Aim of the task> Scan the entries below for the word "will" and copy every line in which it occurs.

[Stored data]

╔══

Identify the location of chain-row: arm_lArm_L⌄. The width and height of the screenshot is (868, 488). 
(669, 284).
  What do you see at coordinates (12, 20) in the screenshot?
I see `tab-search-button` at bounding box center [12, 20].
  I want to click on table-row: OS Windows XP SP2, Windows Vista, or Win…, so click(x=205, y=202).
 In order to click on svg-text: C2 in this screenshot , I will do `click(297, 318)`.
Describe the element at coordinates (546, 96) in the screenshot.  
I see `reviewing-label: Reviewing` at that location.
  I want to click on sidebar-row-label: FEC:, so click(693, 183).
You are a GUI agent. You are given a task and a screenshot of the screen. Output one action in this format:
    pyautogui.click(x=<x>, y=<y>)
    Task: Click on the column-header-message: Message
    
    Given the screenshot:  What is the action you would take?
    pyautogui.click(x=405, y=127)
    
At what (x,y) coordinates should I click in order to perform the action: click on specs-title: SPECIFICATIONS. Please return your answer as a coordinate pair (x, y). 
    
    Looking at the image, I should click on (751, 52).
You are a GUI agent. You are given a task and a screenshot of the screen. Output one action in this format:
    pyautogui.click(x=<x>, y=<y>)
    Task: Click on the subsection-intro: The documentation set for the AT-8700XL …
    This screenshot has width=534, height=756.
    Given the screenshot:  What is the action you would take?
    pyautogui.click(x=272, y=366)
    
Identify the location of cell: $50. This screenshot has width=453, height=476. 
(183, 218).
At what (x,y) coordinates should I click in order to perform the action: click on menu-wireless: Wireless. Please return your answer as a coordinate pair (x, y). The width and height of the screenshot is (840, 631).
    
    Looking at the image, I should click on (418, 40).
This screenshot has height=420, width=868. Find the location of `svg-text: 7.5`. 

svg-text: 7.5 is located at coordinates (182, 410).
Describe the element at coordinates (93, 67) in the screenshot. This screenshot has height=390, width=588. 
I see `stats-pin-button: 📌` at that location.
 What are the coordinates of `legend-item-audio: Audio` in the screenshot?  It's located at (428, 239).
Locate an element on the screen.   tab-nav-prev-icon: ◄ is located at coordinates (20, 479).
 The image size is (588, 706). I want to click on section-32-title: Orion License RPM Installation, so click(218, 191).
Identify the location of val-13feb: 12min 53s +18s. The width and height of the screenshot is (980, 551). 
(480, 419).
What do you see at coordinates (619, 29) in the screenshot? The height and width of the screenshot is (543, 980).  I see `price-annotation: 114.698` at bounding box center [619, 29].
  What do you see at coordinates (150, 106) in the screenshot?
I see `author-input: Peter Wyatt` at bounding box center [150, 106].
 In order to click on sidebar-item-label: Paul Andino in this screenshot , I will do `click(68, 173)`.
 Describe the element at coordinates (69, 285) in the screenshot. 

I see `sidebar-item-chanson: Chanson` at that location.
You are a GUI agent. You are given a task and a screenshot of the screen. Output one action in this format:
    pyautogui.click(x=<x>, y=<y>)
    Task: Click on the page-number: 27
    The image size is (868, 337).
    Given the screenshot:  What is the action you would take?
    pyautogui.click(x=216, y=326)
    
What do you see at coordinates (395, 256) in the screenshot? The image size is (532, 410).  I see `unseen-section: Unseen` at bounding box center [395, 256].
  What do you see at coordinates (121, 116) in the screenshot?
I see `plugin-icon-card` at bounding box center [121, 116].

╚══

Task result>
 In order to click on svg-text: C2 in this screenshot , I will do `click(297, 318)`.
 In order to click on sidebar-item-label: Paul Andino in this screenshot , I will do `click(68, 173)`.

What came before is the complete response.